As you settle into satchitananda, there's a compulsion to act like Bill Murray in Groundhog Day. Whoopie, nothing can touch me! You tightly pack the fantastically expansive space. As your threshold rises, you fill it in with work and commitments and stress. Much more of those things than would normally be viable.

It works ok if you're working for a higher purpose. Helping people. Being of service. This is how useful change happens. You'll be consumed in the process like a charcoal briquette - i.e. "leave it all on the field" - but it's a noble endeavor.

It's problematic, though, if you take this course while mired in the banal American grind. Running a business. Aspiring. Hustling.

There are levels of pain no quantity of morphine can touch. There is a point where the pain from deflected bullets aggregates into bona fide trauma. You remain peaceful, disengaged, and bulletproof, but you are torturing your mute, obliging body. This is self-cruelty even though you feel fine where it counts.

Most people are very tightly gripped by the hoo-haw of swirling drama they opted into, suspending disbelief to orchestrate the most thorough possible immersion. No one's born a diehard Yankee's fan. One starts with mild interest, and eventually voluntarily works oneself into a crazed froth where absolutely everything hinges on playoff results. Baseball's just a game, sure, but we can easily will ourselves to forget that. And everything on this planet - even your most sacred and meaningful stuff - is like that. It's all a mere game you chose to invest in. This is a light world for light entertainment in which we invest - to enhance the emotional ride - to the nth degree. But, in the end, every bit of it is "just a game".

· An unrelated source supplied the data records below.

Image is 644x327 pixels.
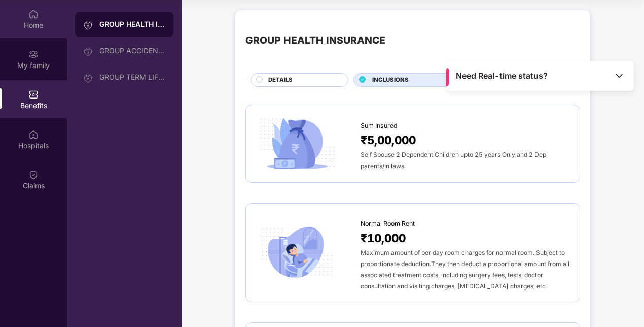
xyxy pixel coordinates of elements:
[614,71,624,80] img: Toggle Icon
[83,20,94,30] img: svg+xml;base64,PHN2ZyB3aWR0aD0iMjAiIGhlaWdodD0iMjAiIHZpZXdCb3g9IjAgMCAyMCAyMCIgZmlsbD0ibm9uZSIgeG...
[28,49,38,59] img: svg+xml;base64,PHN2ZyB3aWR0aD0iMjAiIGhlaWdodD0iMjAiIHZpZXdCb3g9IjAgMCAyMCAyMCIgZmlsbD0ibm9uZSIgeG...
[28,129,38,140] img: svg+xml;base64,PHN2ZyBpZD0iSG9zcGl0YWxzIiB4bWxucz0iaHR0cDovL3d3dy53My5vcmcvMjAwMC9zdmciIHdpZHRoPS...
[360,249,569,289] span: Maximum amount of per day room charges for normal room. Subject to proportionate deduction.They t...
[99,19,165,30] div: GROUP HEALTH INSURANCE
[360,229,406,247] span: ₹10,000
[360,151,546,169] span: Self Spouse 2 Dependent Children upto 25 years Only and 2 Dep parents/In laws.
[246,32,385,48] div: GROUP HEALTH INSURANCE
[83,46,94,56] img: svg+xml;base64,PHN2ZyB3aWR0aD0iMjAiIGhlaWdodD0iMjAiIHZpZXdCb3g9IjAgMCAyMCAyMCIgZmlsbD0ibm9uZSIgeG...
[28,9,38,19] img: svg+xml;base64,PHN2ZyBpZD0iSG9tZSIgeG1sbnM9Imh0dHA6Ly93d3cudzMub3JnLzIwMDAvc3ZnIiB3aWR0aD0iMjAiIG...
[372,76,408,85] span: INCLUSIONS
[256,223,338,281] img: icon
[83,73,94,82] img: svg+xml;base64,PHN2ZyB3aWR0aD0iMjAiIGhlaWdodD0iMjAiIHZpZXdCb3g9IjAgMCAyMCAyMCIgZmlsbD0ibm9uZSIgeG...
[99,47,165,55] div: GROUP ACCIDENTAL INSURANCE
[99,73,165,81] div: GROUP TERM LIFE INSURANCE
[360,121,397,131] span: Sum Insured
[28,89,38,100] img: svg+xml;base64,PHN2ZyBpZD0iQmVuZWZpdHMiIHhtbG5zPSJodHRwOi8vd3d3LnczLm9yZy8yMDAwL3N2ZyIgd2lkdGg9Ij...
[268,76,292,85] span: DETAILS
[360,131,416,149] span: ₹5,00,000
[360,219,415,229] span: Normal Room Rent
[456,71,547,81] span: Need Real-time status?
[256,115,338,173] img: icon
[28,169,38,179] img: svg+xml;base64,PHN2ZyBpZD0iQ2xhaW0iIHhtbG5zPSJodHRwOi8vd3d3LnczLm9yZy8yMDAwL3N2ZyIgd2lkdGg9IjIwIi...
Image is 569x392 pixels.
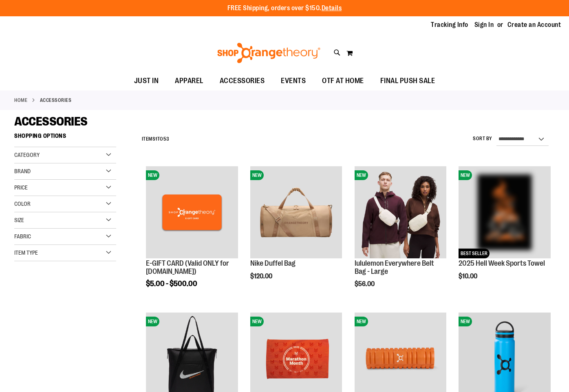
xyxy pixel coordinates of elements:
span: Fabric [14,233,31,240]
a: E-GIFT CARD (Valid ONLY for ShopOrangetheory.com)NEW [146,166,238,260]
a: Nike Duffel Bag [250,259,295,267]
a: Details [322,4,342,12]
span: BEST SELLER [459,248,490,258]
span: Size [14,217,24,223]
span: NEW [250,170,264,180]
span: $5.00 - $500.00 [146,279,197,287]
span: FINAL PUSH SALE [380,72,435,90]
span: NEW [355,316,368,326]
span: Category [14,151,40,158]
span: Color [14,200,31,207]
span: $10.00 [459,273,479,280]
div: product [142,162,242,308]
label: Sort By [473,135,493,142]
span: Brand [14,168,31,174]
span: Item Type [14,249,38,256]
span: EVENTS [281,72,306,90]
div: product [246,162,347,300]
span: NEW [459,316,472,326]
a: E-GIFT CARD (Valid ONLY for [DOMAIN_NAME]) [146,259,229,275]
span: NEW [355,170,368,180]
span: ACCESSORIES [220,72,265,90]
span: Price [14,184,28,191]
a: Home [14,96,27,104]
a: Create an Account [508,20,561,29]
a: OTF 2025 Hell Week Event RetailNEWBEST SELLER [459,166,551,260]
a: FINAL PUSH SALE [372,72,444,90]
p: FREE Shipping, orders over $150. [227,4,342,13]
span: ACCESSORIES [14,114,88,128]
a: Nike Duffel BagNEW [250,166,342,260]
span: $56.00 [355,280,376,287]
span: NEW [146,170,160,180]
a: APPAREL [167,72,211,90]
div: product [350,162,451,308]
a: Sign In [475,20,494,29]
a: OTF AT HOME [314,72,372,90]
a: ACCESSORIES [211,72,273,90]
span: 1 [155,136,158,142]
img: E-GIFT CARD (Valid ONLY for ShopOrangetheory.com) [146,166,238,258]
span: NEW [250,316,264,326]
a: lululemon Everywhere Belt Bag - LargeNEW [355,166,447,260]
img: Shop Orangetheory [216,43,322,63]
a: lululemon Everywhere Belt Bag - Large [355,259,434,275]
span: 53 [164,136,170,142]
strong: ACCESSORIES [40,96,72,104]
div: product [455,162,555,300]
strong: Shopping Options [14,128,116,147]
img: lululemon Everywhere Belt Bag - Large [355,166,447,258]
a: JUST IN [126,72,167,90]
span: NEW [146,316,160,326]
a: Tracking Info [431,20,469,29]
span: $120.00 [250,273,274,280]
img: OTF 2025 Hell Week Event Retail [459,166,551,258]
span: JUST IN [134,72,159,90]
img: Nike Duffel Bag [250,166,342,258]
a: EVENTS [273,72,314,90]
h2: Items to [142,133,170,145]
span: OTF AT HOME [322,72,364,90]
a: 2025 Hell Week Sports Towel [459,259,545,267]
span: NEW [459,170,472,180]
span: APPAREL [175,72,203,90]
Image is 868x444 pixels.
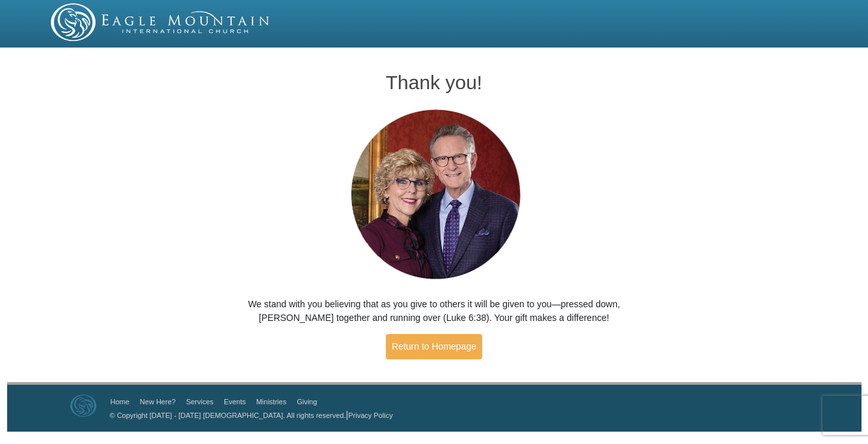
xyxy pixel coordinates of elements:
a: Privacy Policy [348,412,392,419]
img: Eagle Mountain International Church [70,394,97,416]
a: Return to Homepage [385,334,482,360]
a: New Here? [140,398,175,406]
h1: Thank you! [224,71,644,93]
p: We stand with you believing that as you give to others it will be given to you—pressed down, [PER... [224,298,644,325]
a: Home [110,398,129,406]
img: EMIC [51,3,270,41]
a: Giving [296,398,316,406]
a: © Copyright [DATE] - [DATE] [DEMOGRAPHIC_DATA]. All rights reserved. [110,412,346,419]
img: Pastors George and Terri Pearsons [338,106,530,284]
p: | [106,408,393,422]
a: Events [224,398,246,406]
a: Services [186,398,213,406]
a: Ministries [257,398,287,406]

We grip tightly (again: just to enhance the emotional ride) on many levels, mostly unconscious. So when we first experience satchitananda, it's only from the outermost layer. You're still prey, under the hood, to fraught grippy neediness, even having relaxed and surrendered a bit.

If you maintain your meditation practice, satchitananda will bake in deeper. In time, you'll assume it's complete saturation. But it's not. It's a few percentage points. Your experience of the world has become so different from most people's that you imagine vast transformation when it's really just been a quick haircut.

So if you subject yourself to more and more gunfire due to faith in your bulletproofness, you will create - beyond the body trauma I described above - unconscious trauma in the parts of your psyche not yet saturated with satchitananda. Your unconscious grippy artifacts may be quietly freaking the fuck out. Yikes.

That's the main problem, and it must be handled. This is where self-love comes in. I'm not a fan of self-love. I grew up among severe narcissists in a country that tends strongly toward narcissism. I have the tendency, myself, though I've been Clockwork Orange-ing it for so long that it's a pathetic stunted whimper rather than a monstrous roar. So it takes a lot of pivot for me to recommend self-love. Most of us need self-love like the Sahara needs sand.

But whatever you've done to raise a threshold - or if a threshold has risen spontaneously - you must take pains not to infinitely pack infinity. In the case of satchitananda, you must methodically manage the pain level in those parts beyond the halo of deep peacefulness. Don't load up your peace with strife, even though peace is vast and strife is illusory. There are levels of pain no quantity of morphine can touch



I'm describing a fairly common predicament, per this posting's title, "Don’t Stuff a Rising Threshold", though I chose the most arcane possible example (satchitananda is not something most people experience beyond brief moments, aka "peak experiences").

Normally I choose relatable examples to ensure accessibility. Not this time. But I invite you to extrapolate this advice to more relatable realms. Two examples:

John Henry

Consider the tale of John Henry, a steel-driving railroad man whose heart exploded trying to keep pace with the mechanical engine designed to replace him.

John Henry was no weakling. John Henry was mighty. He was great. John Henry had a lot of heart. Just, alas, not infinite.

Heating the Ocean

Don't ever try to heat the entire Atlantic Ocean.